TCM to showcase problematic films with commentary on why the
Mar 16, 2021 16:15:59 GMT
Rey Kahuka likes this
Post by Archelaus on Mar 16, 2021 16:15:59 GMT

Yeah. Norman cross-dressing as his mother and being a serial murderer can be seen as transphobic. Some in the LGBT community have complained about Buffalo Bill's portrayal from The Silence of the Lambs.
Blade Runner features a scene where the protagonist forces himself on a woman against her will, and shoots another woman in the back as she runs for her life. Think we'll ever see the hero do that in a film again? By all means, let's talk about those scenes; how they should or could be interpreted, what the intent of those scenes were when they were originally imagined. (Personally I think it has more to do with replicants being viewed as 'subhuman' by the humans in the story than any gender oriented conversation, but it's worth a discussion if anyone sees it differently.) A healthy discussion of an uncomfortable topic is a good thing. Since when is any aspect of filmmaking not worth discussing?
Social mores evolve over time, we should go back and reexamine what we as a culture were thinking at a certain time as compared to today. As you said, it's a hell of a lot better than censorship. Don't just throw it away and pretend it never happened, ask why it happened and look at how far we've come since then.
And in my next sentence, I wrote I preferred having these type of discussions rather than censoring such problematic content. Speaking of Blade Runner, several of Harrison Ford's movies have him pushing himself onto a woman such as The Empire Strikes Back and Indiana Jones and the Last Crusade. It was wrong, then, and I'm glad we're recognizing this flawed behavior so that we can emphasize that mutual consent in romantic relationships is a common virtue.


WHAT YOU WILL DO | Exactly reproduce the line that contains "Extract the structured" and all lines after it in the entries below, through the very last line.

★ ★ ★ ★

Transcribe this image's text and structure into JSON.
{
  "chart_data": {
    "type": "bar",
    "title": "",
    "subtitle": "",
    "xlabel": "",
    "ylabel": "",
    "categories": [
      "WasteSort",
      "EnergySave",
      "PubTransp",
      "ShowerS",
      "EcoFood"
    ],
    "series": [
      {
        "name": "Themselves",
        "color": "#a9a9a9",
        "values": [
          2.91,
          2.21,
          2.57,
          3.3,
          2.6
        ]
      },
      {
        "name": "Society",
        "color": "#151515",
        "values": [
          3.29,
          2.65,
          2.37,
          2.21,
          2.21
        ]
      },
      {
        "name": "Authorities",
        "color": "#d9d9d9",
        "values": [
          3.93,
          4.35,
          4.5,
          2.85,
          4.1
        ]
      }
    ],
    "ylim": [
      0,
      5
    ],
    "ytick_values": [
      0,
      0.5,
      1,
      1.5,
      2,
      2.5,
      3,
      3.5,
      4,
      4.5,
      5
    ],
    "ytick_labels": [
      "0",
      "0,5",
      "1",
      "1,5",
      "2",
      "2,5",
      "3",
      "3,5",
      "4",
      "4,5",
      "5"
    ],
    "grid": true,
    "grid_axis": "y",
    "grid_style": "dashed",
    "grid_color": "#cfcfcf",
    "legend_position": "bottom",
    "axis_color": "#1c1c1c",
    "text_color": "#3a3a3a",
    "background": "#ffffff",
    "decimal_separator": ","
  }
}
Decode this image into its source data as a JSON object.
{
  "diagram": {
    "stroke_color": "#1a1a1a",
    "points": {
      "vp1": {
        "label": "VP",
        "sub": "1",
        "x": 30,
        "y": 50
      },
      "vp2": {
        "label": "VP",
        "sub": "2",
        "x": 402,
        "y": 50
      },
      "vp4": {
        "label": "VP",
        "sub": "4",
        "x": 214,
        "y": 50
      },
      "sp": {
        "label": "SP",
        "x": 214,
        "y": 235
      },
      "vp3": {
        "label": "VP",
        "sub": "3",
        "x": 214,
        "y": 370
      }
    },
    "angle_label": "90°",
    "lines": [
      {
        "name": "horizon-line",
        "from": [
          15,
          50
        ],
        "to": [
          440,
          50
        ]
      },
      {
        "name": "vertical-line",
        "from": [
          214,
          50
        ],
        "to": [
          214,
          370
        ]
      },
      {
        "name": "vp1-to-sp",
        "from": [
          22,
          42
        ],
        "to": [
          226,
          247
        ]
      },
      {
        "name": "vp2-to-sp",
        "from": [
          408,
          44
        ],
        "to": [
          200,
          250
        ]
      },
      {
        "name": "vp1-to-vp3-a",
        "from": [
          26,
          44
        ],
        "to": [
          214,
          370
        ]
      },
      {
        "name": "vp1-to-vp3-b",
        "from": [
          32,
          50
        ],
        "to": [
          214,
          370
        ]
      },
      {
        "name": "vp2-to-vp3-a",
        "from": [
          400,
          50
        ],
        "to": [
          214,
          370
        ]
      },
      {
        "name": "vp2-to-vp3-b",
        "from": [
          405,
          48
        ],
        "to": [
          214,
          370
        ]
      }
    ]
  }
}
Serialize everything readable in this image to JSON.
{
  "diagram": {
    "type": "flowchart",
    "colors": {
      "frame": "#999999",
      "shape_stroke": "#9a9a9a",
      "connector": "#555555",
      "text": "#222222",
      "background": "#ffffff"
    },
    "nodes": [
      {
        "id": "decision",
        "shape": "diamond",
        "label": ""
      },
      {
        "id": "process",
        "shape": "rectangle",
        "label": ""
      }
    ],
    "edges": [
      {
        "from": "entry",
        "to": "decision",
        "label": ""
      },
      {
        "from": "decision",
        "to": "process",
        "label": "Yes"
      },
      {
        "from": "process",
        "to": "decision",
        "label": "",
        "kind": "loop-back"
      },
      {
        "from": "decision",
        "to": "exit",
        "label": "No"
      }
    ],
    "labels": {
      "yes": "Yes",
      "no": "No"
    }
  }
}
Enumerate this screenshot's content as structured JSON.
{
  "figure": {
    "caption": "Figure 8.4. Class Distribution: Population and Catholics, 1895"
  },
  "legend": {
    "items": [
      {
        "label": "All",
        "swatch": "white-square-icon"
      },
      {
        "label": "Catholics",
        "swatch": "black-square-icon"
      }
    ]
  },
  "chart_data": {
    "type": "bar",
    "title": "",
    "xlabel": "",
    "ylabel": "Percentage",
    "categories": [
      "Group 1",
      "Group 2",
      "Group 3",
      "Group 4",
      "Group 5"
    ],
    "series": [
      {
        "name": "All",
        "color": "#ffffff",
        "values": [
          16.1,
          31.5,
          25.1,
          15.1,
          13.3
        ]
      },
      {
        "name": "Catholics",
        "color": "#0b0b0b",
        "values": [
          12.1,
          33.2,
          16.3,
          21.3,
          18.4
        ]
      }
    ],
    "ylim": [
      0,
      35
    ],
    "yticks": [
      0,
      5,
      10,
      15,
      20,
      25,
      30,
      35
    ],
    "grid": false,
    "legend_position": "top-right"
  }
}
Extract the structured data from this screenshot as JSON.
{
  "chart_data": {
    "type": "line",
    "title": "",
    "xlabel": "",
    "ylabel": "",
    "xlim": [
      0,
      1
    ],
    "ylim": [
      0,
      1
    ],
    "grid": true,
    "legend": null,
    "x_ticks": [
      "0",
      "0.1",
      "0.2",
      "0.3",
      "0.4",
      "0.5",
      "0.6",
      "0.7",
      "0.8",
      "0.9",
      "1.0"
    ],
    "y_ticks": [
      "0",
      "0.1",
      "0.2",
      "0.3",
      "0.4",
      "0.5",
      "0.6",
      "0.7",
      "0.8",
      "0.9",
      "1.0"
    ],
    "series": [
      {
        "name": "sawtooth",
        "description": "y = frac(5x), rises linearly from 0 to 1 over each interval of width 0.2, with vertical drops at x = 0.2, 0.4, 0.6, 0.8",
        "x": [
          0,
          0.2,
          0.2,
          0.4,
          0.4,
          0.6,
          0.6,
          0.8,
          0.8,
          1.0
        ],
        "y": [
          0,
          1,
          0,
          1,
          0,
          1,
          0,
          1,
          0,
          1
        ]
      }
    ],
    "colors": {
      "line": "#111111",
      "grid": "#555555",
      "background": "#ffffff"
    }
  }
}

★ ★ ★ ★

RESPONSE AREA |
Extract the structured data from this screenshot as JSON.
{
  "chart_data": {
    "type": "line",
    "title": "",
    "xlabel": "",
    "ylabel": "",
    "xlim": [
      0,
      1
    ],
    "ylim": [
      0,
      1
    ],
    "grid": true,
    "legend": null,
    "x_ticks": [
      "0",
      "0.1",
      "0.2",
      "0.3",
      "0.4",
      "0.5",
      "0.6",
      "0.7",
      "0.8",
      "0.9",
      "1.0"
    ],
    "y_ticks": [
      "0",
      "0.1",
      "0.2",
      "0.3",
      "0.4",
      "0.5",
      "0.6",
      "0.7",
      "0.8",
      "0.9",
      "1.0"
    ],
    "series": [
      {
        "name": "sawtooth",
        "description": "y = frac(5x), rises linearly from 0 to 1 over each interval of width 0.2, with vertical drops at x = 0.2, 0.4, 0.6, 0.8",
        "x": [
          0,
          0.2,
          0.2,
          0.4,
          0.4,
          0.6,
          0.6,
          0.8,
          0.8,
          1.0
        ],
        "y": [
          0,
          1,
          0,
          1,
          0,
          1,
          0,
          1,
          0,
          1
        ]
      }
    ],
    "colors": {
      "line": "#111111",
      "grid": "#555555",
      "background": "#ffffff"
    }
  }
}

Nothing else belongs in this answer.